With all of that said, while NVIDIA has grand plans for NVLink, its also clear that PCIe isnt going to be completely replaced anytime soon on a large scale. NVIDIA will still support PCIe in fact the blocks can talk PCIe or NVLink and even in NVLink setups there are certain command and control communiques that must be sent through PCIe rather than NVLink. In other words, PCIe will still be supported across NVIDIA's product lines, with NVLink existing as a high performance alternative for the appropriate product lines. The best case scenario for NVLink right now is that it takes hold in servers, while workstations and consumers would continue to use PCIe as they do today.
Meanwhile, though NVLink wont even be shipping until Pascal in 2016, NVIDIA already has some future plans in store for the technology. Along with a GPU-to-GPU link, NVIDIAs plans include a more ambitious CPU-to-GPU link, in large part to achieve the same data transfer and synchronization goals as with inter-GPU communication. As part of the OpenPOWER consortium, NVLink is being made available to POWER CPU designs, though no specific CPU has been announced. Meanwhile the door is also left open for NVIDIA to build an ARM CPU implementing NVLink (Denver perhaps?) but again, no such product is being announced today. If it did come to fruition though, then it would be similar in concept to AMDs abandoned Torrenza plans to utilize HyperTransport to connect CPUs with other processors (e.g. GPUs)
AFAIK Nvlink is the interposer for the "3D" memory.

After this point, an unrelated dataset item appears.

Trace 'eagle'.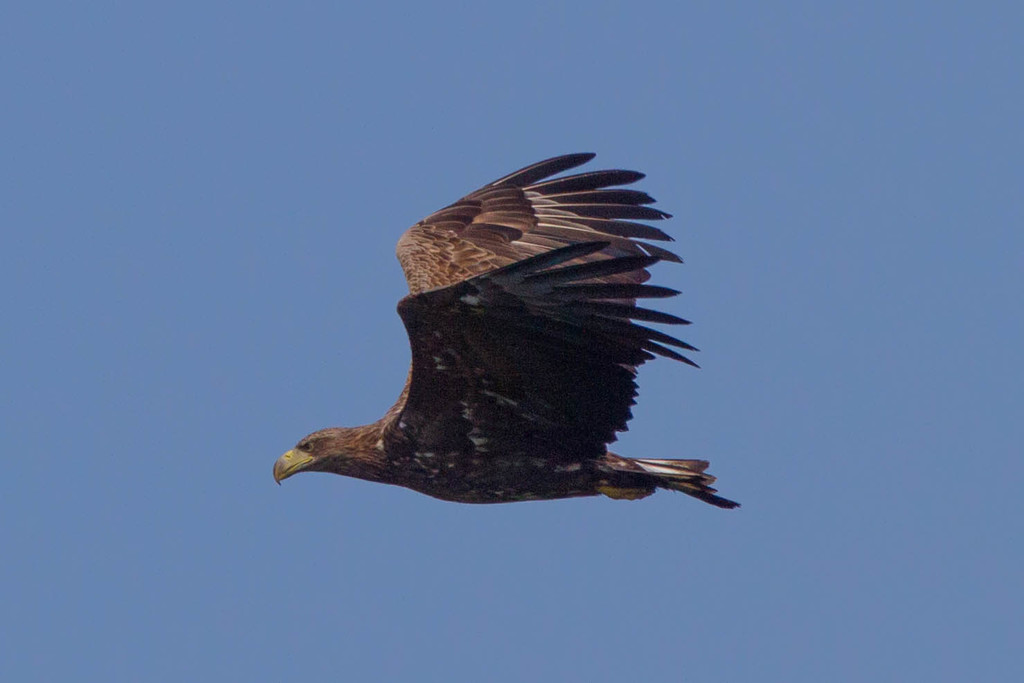
Traced to box=[267, 151, 746, 511].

That sounds accurate.Put together some Pascal details:
- first NVIDIA GPU with 3D memory and NVLink
- 32GB of memory
- 3x the memory bandwidth of Maxwell
- 2x the performance per watt of Maxwell
- new feature: mixed-precision
- 4x the mixed-precision FP16 performance of Maxwell
Anything to add or change?
NVlink is an interconnect. It will be used in the two largest supercomputers in the upcoming years, currently being built by IBM and NV.I thought NVLink effectively replaces PCI-E as the BUS for the GPU? In which case all new motherboards with NVLink ports would be necessary.